From Chapter 3
The population around Taberville was too small and spread-out to allow for route delivery, so people had to pick up their mail. She was waiting on the clerks to finish sorting it into the boxes when Artis Pennell came in, flashing that wide smile.
“Too hot for this late in the year,” she offered.
“Yeah, but tobacco’s all gone to market and there’s only fall plowing.” He opened one of the large boxes on the bottom row, lifted a thick stack of mail onto the counter and began to pitch the junk into the trash can with a smooth flick of the wrist.
Tracey had thought about him more and more in recent months. He was a few years older, with a little more gray in his dark hair than in hers, a little bit of paunch. Like her, he was divorced, but with a son. Artis had moved back to his parent’s place. They were alike in that, too, turning to country life and what it could do to ease the loss.

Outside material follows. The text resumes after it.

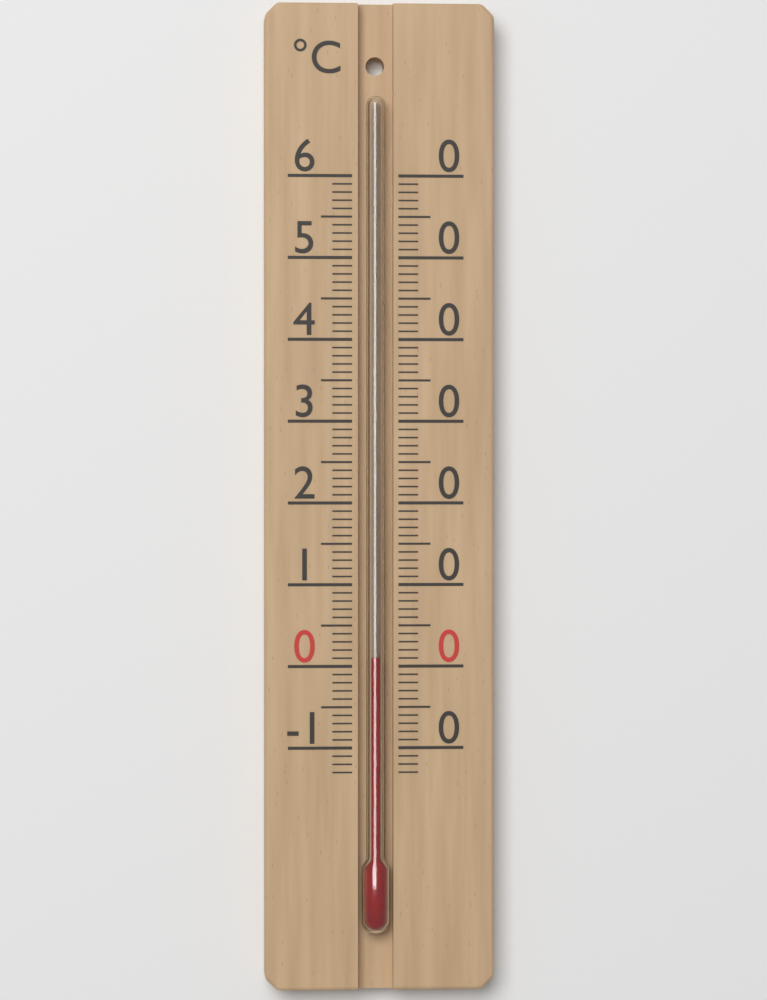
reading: 1 °C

The clerk thrust two bills and a Penny-Pincher into her box. Artis was still sorting as she walked past, and she lingered outside, reading a rummage sale notice tacked to the power pole. She smiled when he came out and felt a little jolt when he lingered to talk, his two big dogs behind him panting and turning around in the truck bed.
“How are things coming on the old place?” he asked. His blue eyes were bright, agreeable, nested in crows-feet crinkled against the sun.
“All right. I’m fighting the plumbing right now.”
Artis nodded, his lips pursed for a moment as though he were considering something. She plunged ahead, encouraged by the casual way he eased his back away from the side of the truck, refusing to listen to that voice in her head reminding her, no more men, no more men.
“You come over for a glass of sweet tea sometime and I’ll show you my handiwork.”
His smile faded to an open-mouthed gape. “Oh, honey,” he said. “Let’s just stay neighbors. You got too much cat in you for a hound like me.”
He hadn’t laughed, had just pulled himself right away and gotten in his truck, leaving her standing there with her mail sliding out of her hand.